Abstract

Vatnajokull (Iceland) is the largest ice cap in the world where the energy and mass balance have been studied with good spatial and temporal resolution. In this paper we use these data to analyze the energy balance and to construct a calibrated and spatially distributed mass balance model. The incoming longwave radiation is best modeled as a function of meteorological variables in the free atmosphere just above the rel- atively thin katabatic layer, instead of those at the 2 m level. The ratio of changes in the 2 m temperature to changes in the free atmospheric temperature (the climate sensitivity) is smaller than 1. Therefore, when the bulk method is used to compute the turbulent fluxes, the 2 m temperature must be explicitly calculated. Otherwise the sensitivity of Vatnajokull to climatic change would be overestimated.
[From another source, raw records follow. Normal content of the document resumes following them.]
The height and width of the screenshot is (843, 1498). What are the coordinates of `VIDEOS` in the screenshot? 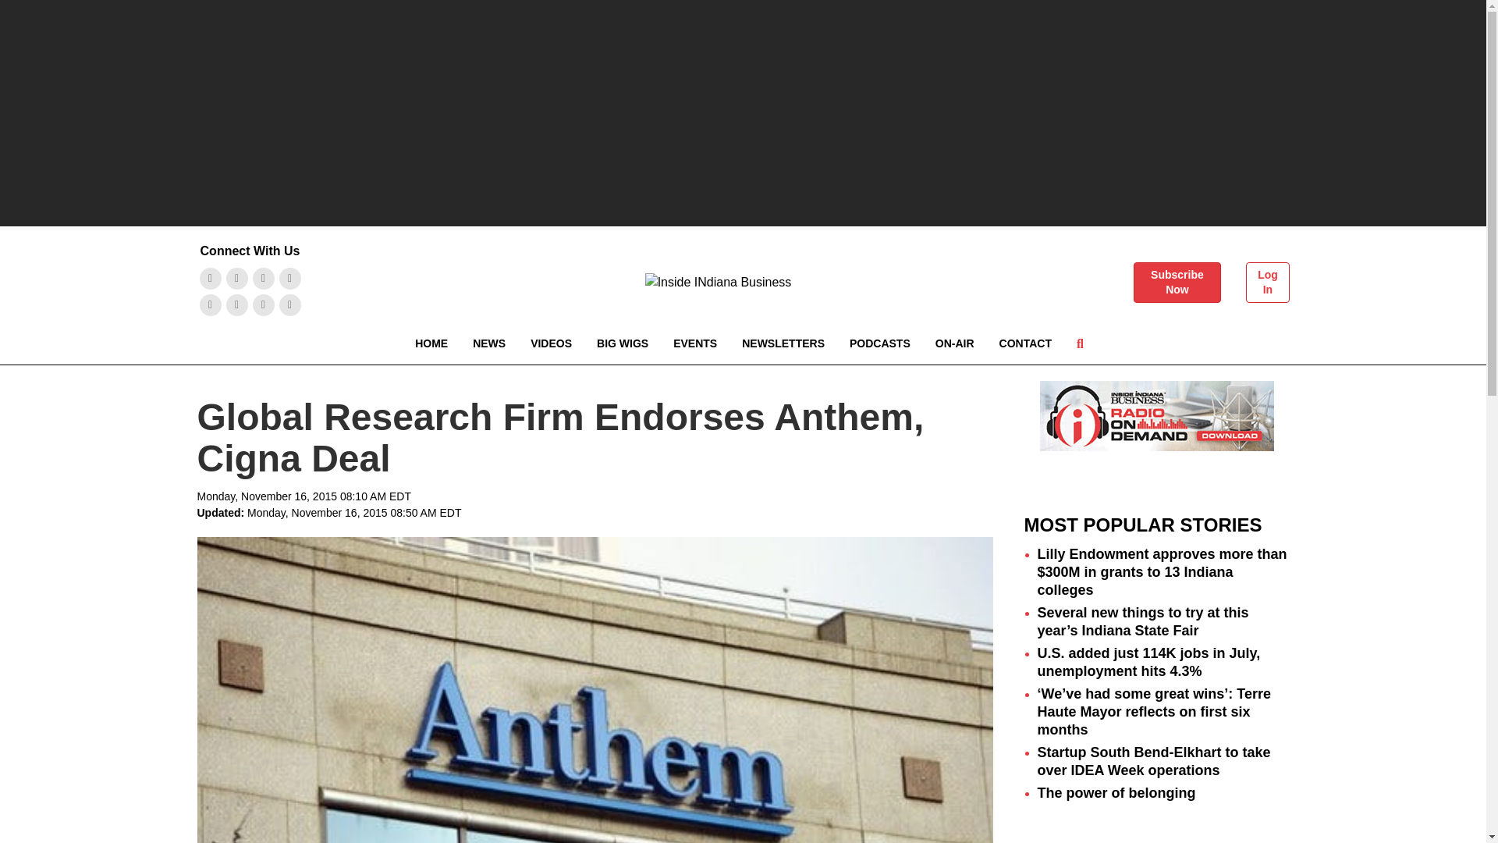 It's located at (551, 343).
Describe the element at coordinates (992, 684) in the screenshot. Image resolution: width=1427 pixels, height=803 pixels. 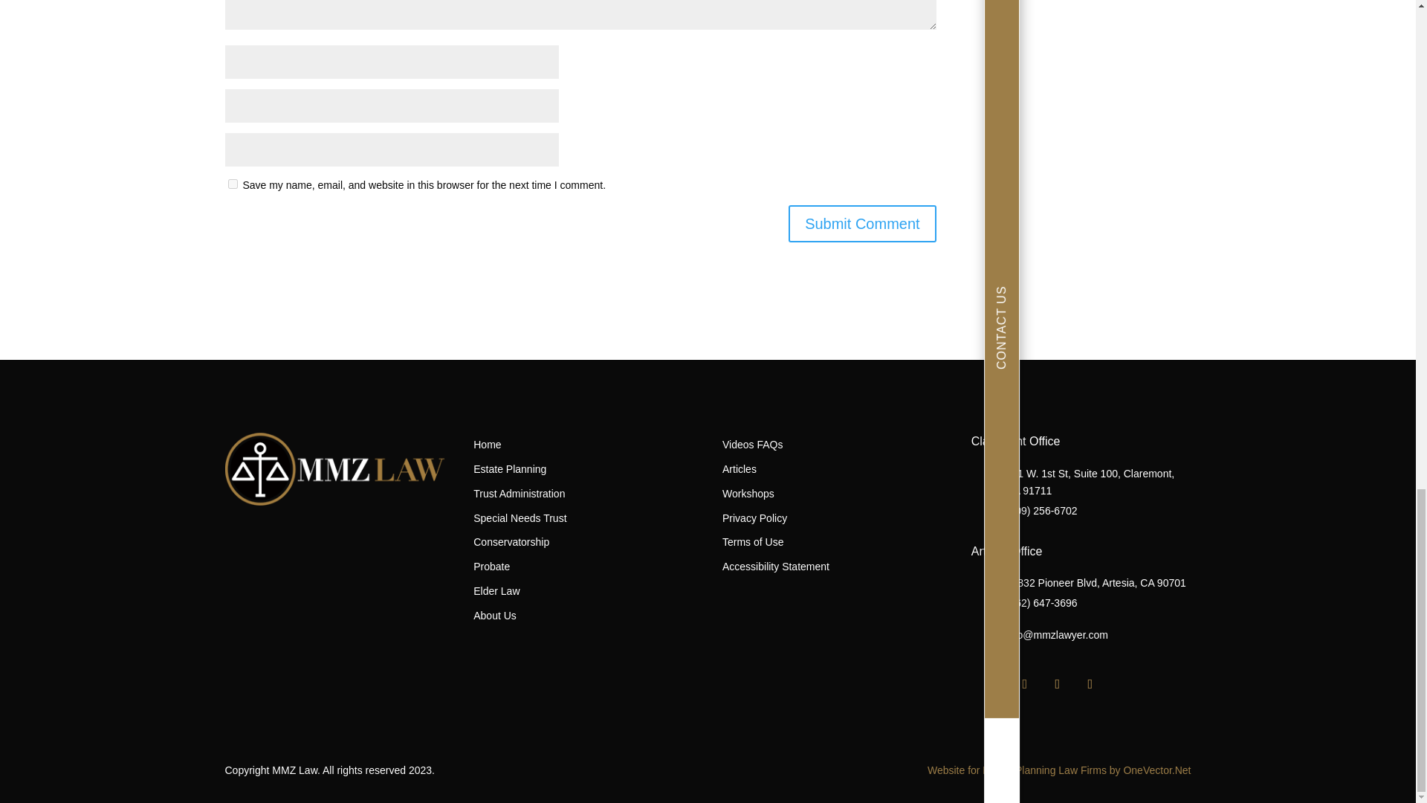
I see `Follow on Facebook` at that location.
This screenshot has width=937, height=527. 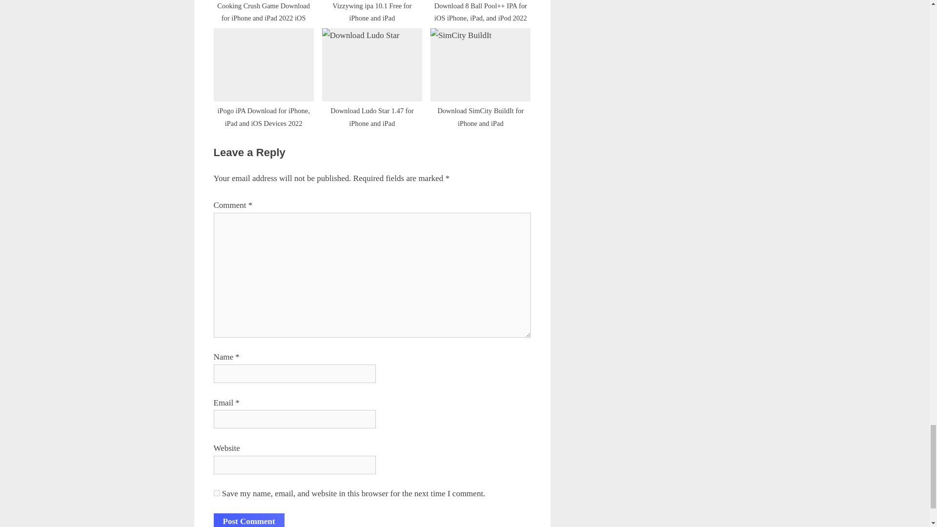 What do you see at coordinates (249, 520) in the screenshot?
I see `Post Comment` at bounding box center [249, 520].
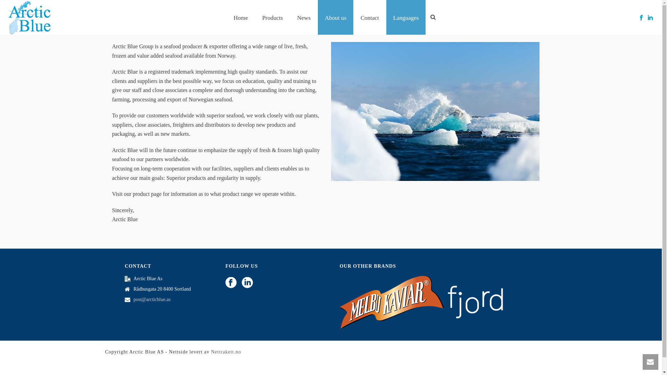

When the model is forced with data from a permanent weather station not on the ice cap, it reproduces the observed mass balance reasonably well. Horizontal precipitation gradients over Vatnajokull are large, which results in a strongly varying sensitivity to external temperature changes over the ice cap. The mass balance and its sensitivity is thus highly dependent on local climatic conditions. For a temperature increase of 1 K and a simultaneous precipitation increase of 5.3%, the mean specific mass balance of Vatnajokull decreases by 0.56 m w.e.